Friday, April 24, 2009

A Sad Day in Louisville


No, inspite of what some of you think, I'm not referring to the upstart team that beat the Sooner women in the tournament.  Today I'm addressing a subject which may or may not (depending on your theological perspective) have more lasting significance. 


 I have many friends who attended the Southern Baptist Theological Seminary who were proud of the quality of theological education that they received.
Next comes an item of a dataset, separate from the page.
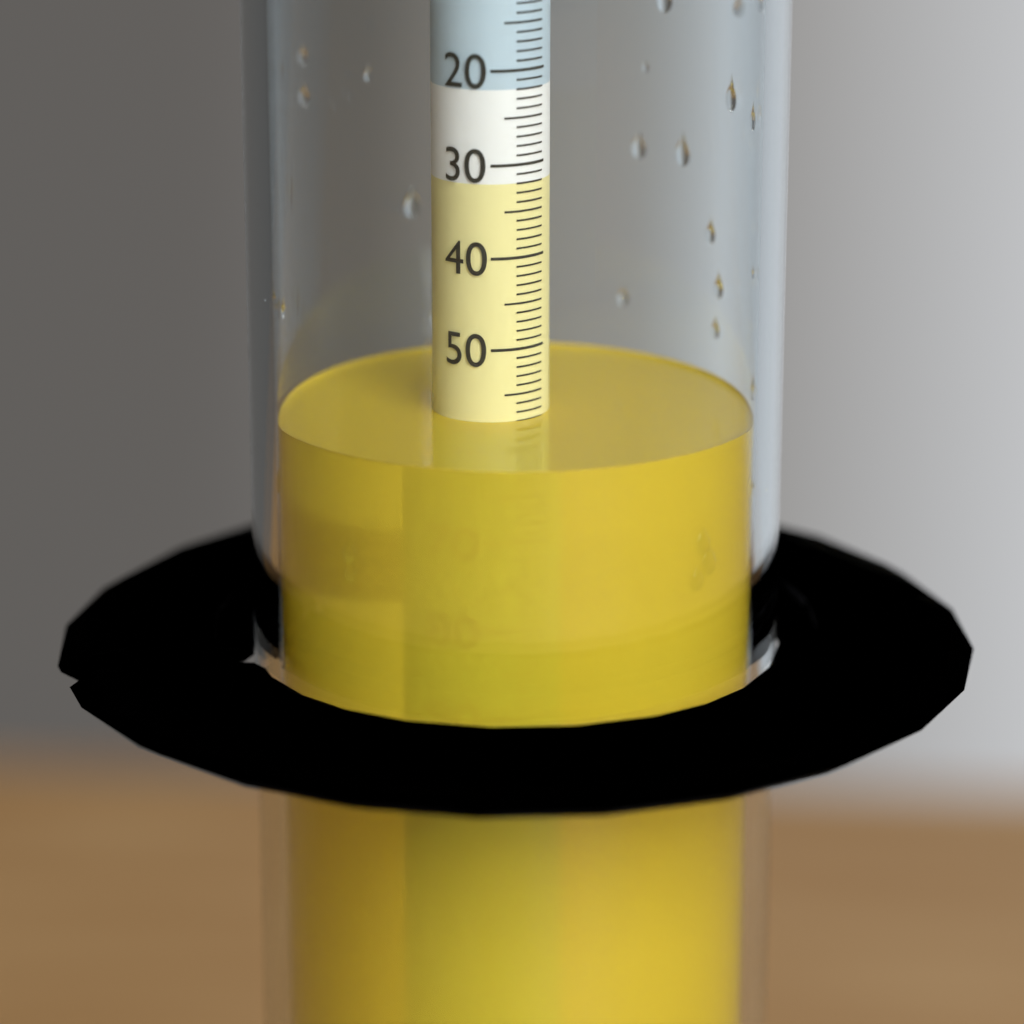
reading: 58 (no unit)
But now like those of us who attended the institution farther West, have good reason to take their diplomas down from the wall, or as one friend told me, turn it around so no one can see where it came from.  Just read down through the "changes" that have taken place since the conservative insurgency in a recent article from the Associated Baptist Press,  "Mohler presidency marked by change."

Some highlights (or lowlights):

·         Caused the exodus of about 60 percent of the seminary's faculty, who left either by force or voluntarily.
·         Closed the School of Church Music and Worship
·         Fired Diana Garland as dean of the Carver School of Social Work and abolished the Carver School of Social Work.
·         Redirected its Christian counseling department, moving away from the model of "pastoral care."

 

You might also want to look at "Jesus couldn’t teach church social work at Southern Seminary."

This article comes from the Texas Baptists Committed. (I always thought that name was an ill-informed choice and yet somehow strangely applicable.) Since I have saved most of my rapier like wit for the swbts, I feel it only fair to give Mohler Mayhem equal time.